Annual fright night brings a creep show

Chillin' with the stars
Saturday, October 31, 2009
Linda Blair held court to a long line of fans in back of a table covered with publicity shots from The Exorcist. Surely the devil had taken her, her head swiveling and her adolescent beauty drowned in Hollywood fright paint. Over the Halloween weekend, thousands had gathered at the 19th annual Chiller Theatre Expo at the Hilton in Parsippany, for Blair's autograph along with mementoes of Peter Fonda, Barbara Feldman (Get Smart's Agent 99), Mary Ann from Gilligan's Island, Timmy from Lassie, and many others.

Many of the celebrities charged $20 for autographed stills, or $25 to take their photos or be included in one. Blair was raising money for her own charity, The Linda Blair World Heart Foundation as was a dapper Richard Dreyfuss. He was raising money for The Dreyfuss Initiative, designed to encourage the teaching of civics in American classrooms. Peter Fonda was there to sell stills of Easy Rider and talk about his new motorcycle film.
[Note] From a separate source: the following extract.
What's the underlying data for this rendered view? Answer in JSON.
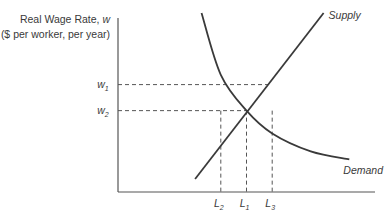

“It has nothing to do with Easy Rider,” Fonda said to one reporter, emphasizing the point by snapping on his handy pair of sunglasses, in his suave Peter Fonda way.

Even Mickey Rooney and Ann Margaret had showed up on Halloween to shake hands and schmooze an audience dressed as vampires, monsters, harlots, werewolves and other people wearing normal New Jersey clothes.
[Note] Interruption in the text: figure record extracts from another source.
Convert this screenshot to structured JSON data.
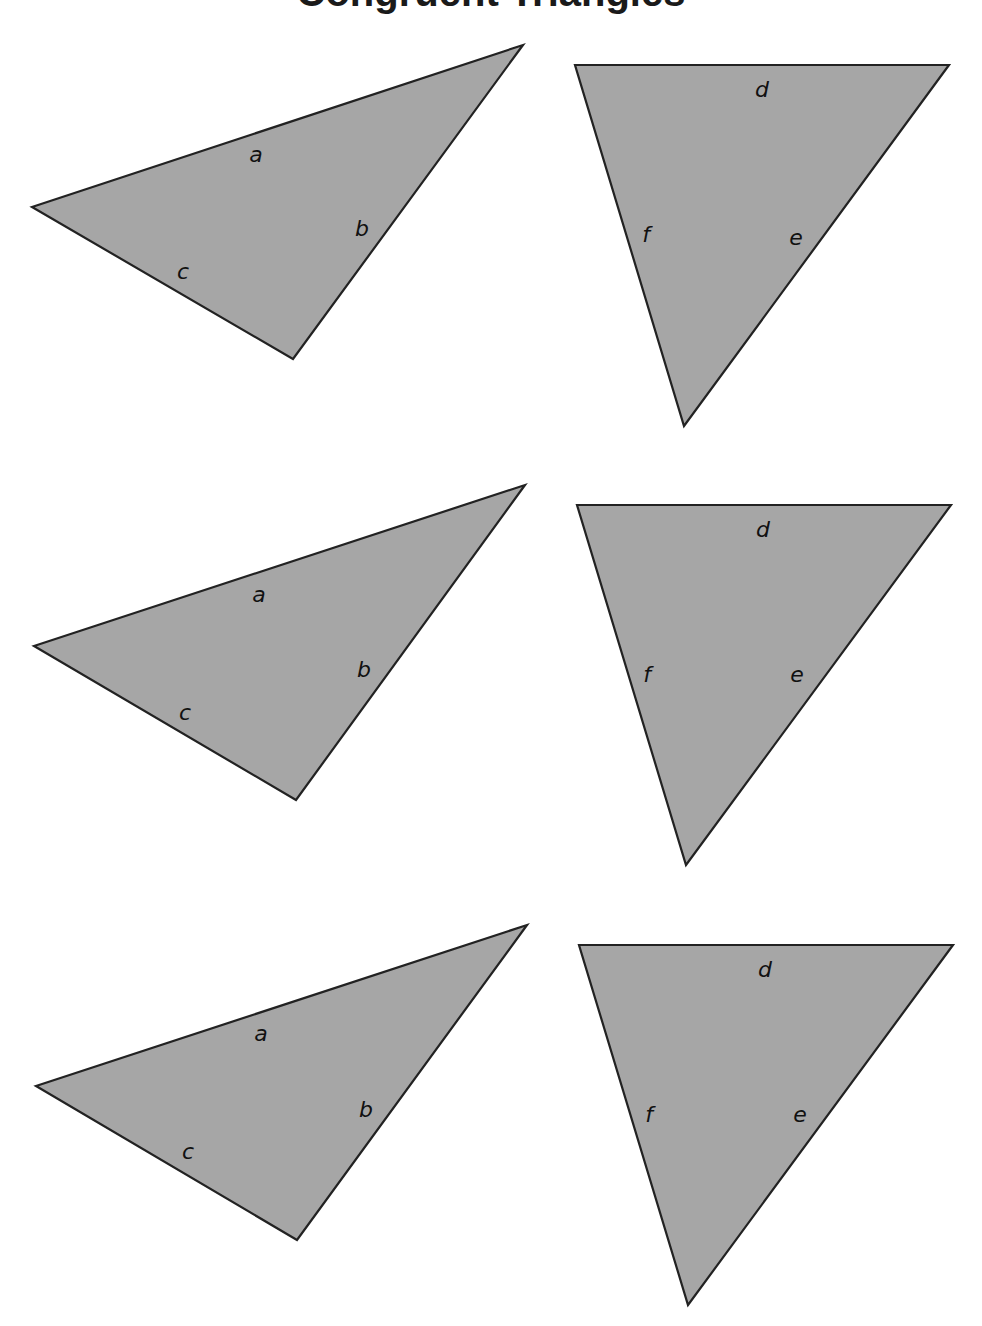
{
  "page": {
    "title": "Congruent Triangles",
    "background": "#ffffff",
    "fill_color": "#a6a6a6",
    "stroke_color": "#222222"
  },
  "rows": [
    {
      "left": {
        "points": "32,207 523,45 293,359",
        "labels": [
          {
            "text": "a",
            "x": 256,
            "y": 162
          },
          {
            "text": "b",
            "x": 362,
            "y": 236
          },
          {
            "text": "c",
            "x": 183,
            "y": 279
          }
        ]
      },
      "right": {
        "points": "575,65 949,65 684,426",
        "labels": [
          {
            "text": "d",
            "x": 762,
            "y": 97
          },
          {
            "text": "f",
            "x": 646,
            "y": 242
          },
          {
            "text": "e",
            "x": 796,
            "y": 245
          }
        ]
      }
    },
    {
      "left": {
        "points": "34,646 525,485 296,800",
        "labels": [
          {
            "text": "a",
            "x": 259,
            "y": 602
          },
          {
            "text": "b",
            "x": 364,
            "y": 677
          },
          {
            "text": "c",
            "x": 185,
            "y": 720
          }
        ]
      },
      "right": {
        "points": "577,505 951,505 686,865",
        "labels": [
          {
            "text": "d",
            "x": 763,
            "y": 537
          },
          {
            "text": "f",
            "x": 647,
            "y": 682
          },
          {
            "text": "e",
            "x": 797,
            "y": 682
          }
        ]
      }
    },
    {
      "left": {
        "points": "36,1086 527,925 297,1240",
        "labels": [
          {
            "text": "a",
            "x": 261,
            "y": 1041
          },
          {
            "text": "b",
            "x": 366,
            "y": 1117
          },
          {
            "text": "c",
            "x": 188,
            "y": 1159
          }
        ]
      },
      "right": {
        "points": "579,945 953,945 688,1305",
        "labels": [
          {
            "text": "d",
            "x": 765,
            "y": 977
          },
          {
            "text": "f",
            "x": 649,
            "y": 1122
          },
          {
            "text": "e",
            "x": 800,
            "y": 1122
          }
        ]
      }
    }
  ]
}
But the real guest of honor at this event was John Zachereley, The Cool Ghoul. If you don’t remember, he was the original host of Chiller Theatre, which aired starting in 1957 on Monday and Tuesday nights. The show featured black and white horror B-films and of course Zachereley, an elfish man with the stature of an undertaker who would be spliced into certain scenes as if he belonged in the originals. Chiller Theatre proved to be so popular and it was on so late on school nights it had to be moved to Fridays and Saturdays on WPIX where Zachereley stayed until 1965. The real miracle about this cool ghoul is that he’s almost 92 years of age and has lived in the same rent-controlled building in Manhattan for so long the rent is probably less than a ticket to the Expo.
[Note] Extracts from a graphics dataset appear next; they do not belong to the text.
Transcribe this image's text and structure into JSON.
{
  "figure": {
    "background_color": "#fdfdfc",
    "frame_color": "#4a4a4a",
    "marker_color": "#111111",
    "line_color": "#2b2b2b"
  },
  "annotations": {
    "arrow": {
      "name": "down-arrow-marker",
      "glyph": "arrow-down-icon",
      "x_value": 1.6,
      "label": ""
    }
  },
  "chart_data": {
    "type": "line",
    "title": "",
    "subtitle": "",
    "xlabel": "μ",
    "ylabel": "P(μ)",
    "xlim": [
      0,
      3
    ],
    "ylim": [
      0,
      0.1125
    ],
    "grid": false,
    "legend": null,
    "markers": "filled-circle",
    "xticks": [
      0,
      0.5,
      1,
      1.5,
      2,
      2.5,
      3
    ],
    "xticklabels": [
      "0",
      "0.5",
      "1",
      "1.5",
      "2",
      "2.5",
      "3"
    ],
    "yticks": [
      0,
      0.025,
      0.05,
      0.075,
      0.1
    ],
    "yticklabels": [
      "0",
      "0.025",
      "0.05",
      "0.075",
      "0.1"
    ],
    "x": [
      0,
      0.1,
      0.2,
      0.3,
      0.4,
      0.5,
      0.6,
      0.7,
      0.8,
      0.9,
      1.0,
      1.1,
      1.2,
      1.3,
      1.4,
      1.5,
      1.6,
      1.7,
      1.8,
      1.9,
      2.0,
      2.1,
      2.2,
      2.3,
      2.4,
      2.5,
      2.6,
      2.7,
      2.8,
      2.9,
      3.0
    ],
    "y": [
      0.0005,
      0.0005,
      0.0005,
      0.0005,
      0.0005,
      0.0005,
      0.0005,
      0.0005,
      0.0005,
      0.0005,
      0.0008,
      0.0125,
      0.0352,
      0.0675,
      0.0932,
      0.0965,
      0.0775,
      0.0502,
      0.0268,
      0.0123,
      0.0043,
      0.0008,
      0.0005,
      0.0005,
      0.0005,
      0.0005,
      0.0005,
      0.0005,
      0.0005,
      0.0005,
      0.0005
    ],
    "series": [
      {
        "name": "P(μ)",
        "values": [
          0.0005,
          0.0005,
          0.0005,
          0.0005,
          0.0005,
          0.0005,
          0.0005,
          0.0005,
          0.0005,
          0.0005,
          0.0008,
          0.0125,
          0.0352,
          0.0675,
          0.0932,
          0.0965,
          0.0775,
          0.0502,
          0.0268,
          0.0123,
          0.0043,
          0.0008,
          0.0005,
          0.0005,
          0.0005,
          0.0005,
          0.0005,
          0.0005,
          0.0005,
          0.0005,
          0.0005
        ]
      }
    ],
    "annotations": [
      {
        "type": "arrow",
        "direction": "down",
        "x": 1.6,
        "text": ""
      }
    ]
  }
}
Sara Karloff, the handsome daughter of Boris Karloff, greeted her father’s multigenerational fans with his legacy, talking about how he made 80 films before his career took off with Frankenstein. Although he’s been gone for more than 40 years, his films pass from generation to generation, from the original to television and cable, and now to DVDs.

“Some of his favorites were The Body Snatchers, Isle of the Dead and Bedlam all made by the film producer Val Lewton,” Karloff said. “He was also very proud to be one of the founding members of the Screen Actors Guild. His card was #9 and he worked up until the day he died.”

Jon Provost, who we all know as Timmy Martin on the Lassie show, beginning in 1957, worked with three different dogs, from the time he was 7 until he was 14 years old. But the dog he liked the best, the third Lassie, he worked with for five years.

“I got into show business at the age of two because my mother was a Jane Wyman fan,” Provost said, sitting alongside a stack of Lassie books and photos from the show. “We answered a casting call to be in a film with (Wyman) and I was also in The Country Girl with Bing Crosby and Grace Kelly when I was four years old.”

Along with Barbara Feldman, Ali McGraw, and the Man From Uncle’s Stefanie Powers, all svelte and a little more mature than the young girls we remember, was a glowing Dawn Wells (Mary Ann), straight from Gilligan’s Island and no less perky. She looks much younger than her 71 years and eagerly greeted her fans, who she said she helped raise well with her wholesome show.

The three year series (1964-1967) "has never been off the air and has been broadcast around the world including the Middle East,” Wells said. “It’s kind of like the Mickey Mouse Club . . .  timeless, no cars, no clothes to date it and enough slapstick to transcend any language.”

In addition to all the movie stars, you could buy armloads of posters, stills, Star Trek costumes, King Kong models, Dick Tracy comics, KISS dolls and enough memorabilia to fill thousands of basements and attics.